The Mathematically Inclined Shall Inherit the Earth

January 8, 2014

“… at this point, it’s in the hands of people who are mathematically inclined.”

—Stephen Hsu

The January 6th New Yorker contains an article on B.G.I., a Chinese company seeking to do major work in the field of genetics. According to them, the massive amounts of genetic data they (and others) are collecting and interpolating will help “explain the origins and evolution of humanity, improve our average life span by five years, increase global food production by ten percent, decode half of all genetic diseases, understand the origins of autism, and cut birth defects by fifty percent.”

They’re also hoping to find some genetic factors that contribute to intelligence. “Probably by tweaking a certain number of variants in a positive way, you could rev up human intelligence quite a bit,” says Hsu, one of the principals on the project. Giving human intelligence a genetic nudge is one of those projects that I instinctively don’t believe will work… until I think about it. My resistance to the idea has to do with the inherent complexity of genetic expression—the path from gene to trait is a chaotic and messy one. But that’s precisely what statistics is for. “Everyone is coming around to believe that things are controlled by many genes, and there has been a tendency in the field to just throw up your hands and say, Well, this is going to lead nowhere, or this is all a boondoggle. But I actually think that, at this point, it’s in the hands of people who are mathematically inclined.”

I think Hsu is right about a lot of things, and I liked the article. What gets my ire up, though, is that the U.S. isn’t doing nearly enough to invest in its future, to maintain its position as the center of scientific inquiry. What we need seems pretty obvious: investment in education starting with pre-K, and investment in science from basic research on up.

I don’t think we’re doing particularly well, nationwide, in education, and the latest international comparisons bear that out. Meanwhile, I’m watching scientist friends apply for grants only to be told that their application is excellent, but their timing is bad. (Summarized beautifully here). The pool of money for research is so shrinkingly small that it’s starting to unnerve me.

I’ve been saying for a long time that we need to invest in the capacity of teachers and schools, and make the choice to take the long road toward maintaining what’s good in our education system, and working on what isn’t. But scientific research is something the US is already the best at. At this rate, we won’t be for much longer. To quote the article again,

… at a time when the N.I.H. is cutting back on funding scientific research, China is not. Recently, the Chinese government published an ambitious fifty-year plan to advance its technical and scientific position in the world. Few scientists would claim that they can predict that far into the future. But the fact that China would even try demonstrates how serious the country is about its technological place in the world.

You don’t stay at the top by taking it for granted. You have to care about investments in the next generations. China’s making a play. So is Estonia. What are we going to do?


WHAT YOU HAVE TO DO:
Output every entry exactly as written, but omit the pictures.

Segment Open

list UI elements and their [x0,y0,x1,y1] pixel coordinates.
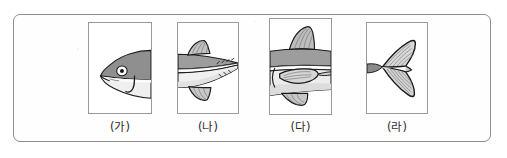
fish-head-illustration [89,23,151,113]
panel-ra [366,22,428,114]
panel-caption-da: (다) [259,118,342,134]
scan-speck [77,48,79,50]
scan-speck [254,21,257,22]
panel-caption-ga: (가) [78,118,162,134]
panel-na [177,22,239,114]
panel-caption-ra: (라) [356,118,438,134]
panel-caption-na: (나) [167,118,249,134]
fish-caudal-fin-illustration [367,23,427,113]
panel-ga [88,22,152,114]
fish-midbody-illustration [270,19,331,114]
panel-da [269,18,332,115]
fish-tail-section-illustration [178,23,238,113]
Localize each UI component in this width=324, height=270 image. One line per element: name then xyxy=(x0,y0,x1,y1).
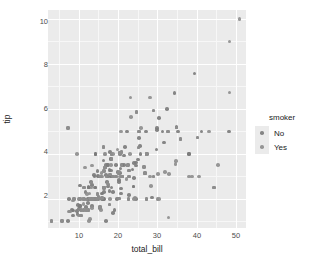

Segment Closed

TASK RESULT:
list UI elements and their [x0,y0,x1,y1] pixel coordinates.
fish-head-illustration [89,23,151,113]
panel-ra [366,22,428,114]
panel-caption-da: (다) [259,118,342,134]
scan-speck [77,48,79,50]
scan-speck [254,21,257,22]
panel-caption-ga: (가) [78,118,162,134]
panel-na [177,22,239,114]
panel-caption-ra: (라) [356,118,438,134]
panel-caption-na: (나) [167,118,249,134]
fish-caudal-fin-illustration [367,23,427,113]
panel-ga [88,22,152,114]
fish-midbody-illustration [270,19,331,114]
panel-da [269,18,332,115]
fish-tail-section-illustration [178,23,238,113]
Localize each UI component in this width=324, height=270 image. One line per element: name then xyxy=(x0,y0,x1,y1).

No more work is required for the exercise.